Teetering on the line between graphic violence and harrowing themes must've been a lot for the Lawrence-Lawrence duo to take in The Hunger Games, because Red Sparrow gives them the chance to push much further than they've gone before, especially when it comes to the boundaries involving sexuality and violence. The content does become graphic early and throughout, involving instances of rape and humiliation that'll be uncomfortable for some -- most? -- viewers; however, the bleakness of the story's viewpoint on lost innocence and the corruption and weaponization of sexuality becomes a compelling thematic driving force. Under the tutelage of an appropriately stern Charlotte Rampling, training to become a "sparrow" ends up being the crux of Dominika's character development, in which the caliber of her physique becomes what's perceived to be the only tool left at her disposal, keeping her world afloat. Watching how she takes the dynamics of sexual aggression and twists them into true instruments of power can be both mesmerizing and disheartening, where one admires the steeling of her resolve but also laments what she endures and loses along the way.

Thus, Dominika ends up being cold and detached, expressing little of the personality that lies underneath the clinical operative that leaves the sparrow training facility. That becomes a complicated aspect of Red Sparrow, in that this becomes less of an examination of her character and more about observing what said character becomes in the wake of her world being ravaged and broken to a point of no return, providing a unique challenge for Jennifer Lawrence. There are subtleties in her performance as Dominika charges into the gauntlet of her real assignment, in which the character dispatches her new arsenal of psychological tricks without being completely hardened by her experiences, where glances, twitches, and quakes in dialogue offer momentary glimpses at the person she once was. Lawrence displays bravery -- both physical and emotional -- in the chain reaction of sequences that get her into the field as a "sparrow", and through an on-and-off tolerable Russian accent portrays a woman who both channels and restrains ferocity while gathering intel, getting close to Joel Edgerton's stock CIA-operative, and doing a little sleight of hand.
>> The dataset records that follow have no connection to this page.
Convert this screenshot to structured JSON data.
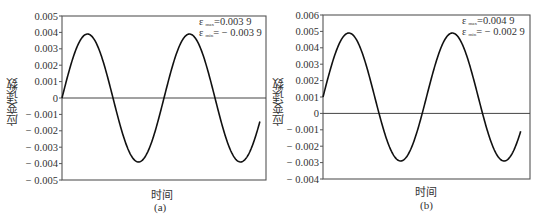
{
  "chart_data": [
    {
      "type": "line",
      "panel": "(a)",
      "title": "",
      "xlabel": "时间",
      "ylabel": "应变读数",
      "caption": "(a)",
      "ylim": [
        -0.005,
        0.005
      ],
      "yticks": [
        0.005,
        0.004,
        0.003,
        0.002,
        0.001,
        0,
        -0.001,
        -0.002,
        -0.003,
        -0.004,
        -0.005
      ],
      "ytick_labels": [
        "0.005",
        "0.004",
        "0.003",
        "0.002",
        "0.001",
        "0",
        "− 0.001",
        "− 0.002",
        "− 0.003",
        "− 0.004",
        "− 0.005"
      ],
      "grid": false,
      "zero_line": true,
      "annotations": [
        {
          "symbol": "ε",
          "sub": "max",
          "text": "=0.003 9"
        },
        {
          "symbol": "ε",
          "sub": "min",
          "text": "= − 0.003 9"
        }
      ],
      "series": [
        {
          "name": "strain",
          "description": "sinusoid, amplitude 0.0039, mean 0, ~2 cycles",
          "x_fraction": [
            0.0,
            0.06,
            0.125,
            0.19,
            0.25,
            0.315,
            0.375,
            0.44,
            0.5,
            0.56,
            0.625,
            0.69,
            0.75,
            0.815,
            0.875,
            0.94,
            0.97
          ],
          "values": [
            0.0,
            0.0028,
            0.0039,
            0.0028,
            0.0,
            -0.0028,
            -0.0039,
            -0.0028,
            0.0,
            0.0028,
            0.0039,
            0.0028,
            0.0,
            -0.0028,
            -0.0039,
            -0.0035,
            -0.003
          ]
        }
      ],
      "max": 0.0039,
      "min": -0.0039
    },
    {
      "type": "line",
      "panel": "(b)",
      "title": "",
      "xlabel": "时间",
      "ylabel": "应变读数",
      "caption": "(b)",
      "ylim": [
        -0.004,
        0.006
      ],
      "yticks": [
        0.006,
        0.005,
        0.004,
        0.003,
        0.002,
        0.001,
        0,
        -0.001,
        -0.002,
        -0.003,
        -0.004
      ],
      "ytick_labels": [
        "0.006",
        "0.005",
        "0.004",
        "0.003",
        "0.002",
        "0.001",
        "0",
        "− 0.001",
        "− 0.002",
        "− 0.003",
        "− 0.004"
      ],
      "grid": false,
      "zero_line": true,
      "annotations": [
        {
          "symbol": "ε",
          "sub": "max",
          "text": "=0.004 9"
        },
        {
          "symbol": "ε",
          "sub": "min",
          "text": "= − 0.002 9"
        }
      ],
      "series": [
        {
          "name": "strain",
          "description": "sinusoid, amplitude 0.0039, mean 0.001, ~2 cycles",
          "x_fraction": [
            0.0,
            0.06,
            0.125,
            0.19,
            0.25,
            0.315,
            0.375,
            0.44,
            0.5,
            0.56,
            0.625,
            0.69,
            0.75,
            0.815,
            0.875,
            0.94,
            0.955
          ],
          "values": [
            0.001,
            0.0038,
            0.0049,
            0.0038,
            0.001,
            -0.0018,
            -0.0029,
            -0.0018,
            0.001,
            0.0038,
            0.0049,
            0.0038,
            0.001,
            -0.0018,
            -0.0029,
            -0.0024,
            -0.002
          ]
        }
      ],
      "max": 0.0049,
      "min": -0.0029
    }
  ]
}
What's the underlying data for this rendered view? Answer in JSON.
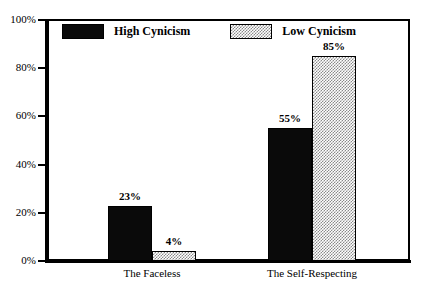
{
  "chart_data": {
    "type": "bar",
    "title": "",
    "xlabel": "",
    "ylabel": "",
    "ylim": [
      0,
      100
    ],
    "ytick_labels": [
      "0%",
      "20%",
      "40%",
      "60%",
      "80%",
      "100%"
    ],
    "ytick_values": [
      0,
      20,
      40,
      60,
      80,
      100
    ],
    "grid": false,
    "legend_position": "top-left-inside",
    "categories": [
      "The Faceless",
      "The Self-Respecting"
    ],
    "series": [
      {
        "name": "High Cynicism",
        "fill": "solid-black",
        "color": "#0a0a0a",
        "values": [
          23,
          55
        ],
        "labels": [
          "23%",
          "55%"
        ]
      },
      {
        "name": "Low Cynicism",
        "fill": "checkered-gray",
        "color": "#8a8a8a",
        "values": [
          4,
          85
        ],
        "labels": [
          "4%",
          "85%"
        ]
      }
    ]
  },
  "frame": {
    "border_color": "#000000",
    "background": "#ffffff"
  }
}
Much like the circumstances leading into Dominika's acceptance into the Russian spy program, the hunt for a mole and the manipulations between competing spies come together into mundane plotting for Red Sparrow, though that's somewhat par for the course with "everyday" bouts of espionage. While the script fabricates tension through unnecessary physical obstacles and bad decisions made by those outside the world of espionage -- Mary-Louise Parker turns in a peculiar cameo as an informant drunk out of her mind -- the bravado involved with how director Lawrence executes torture sequences and connects the dots of several underlying mysteries offset those shortcomings in credibility. Again, Red Sparrow isn't intriguing because of what's happening, but in how Dominika manipulates the events with the tools now at her disposal, as her motivations and allegiances appear to remain fluid all the way until its cunningly arranged finale. It's gripping to watch her decide that she's going to be the sparrow, yet that transformation lacks dramatic poignancy without a clear perspective on an earlier version of herself.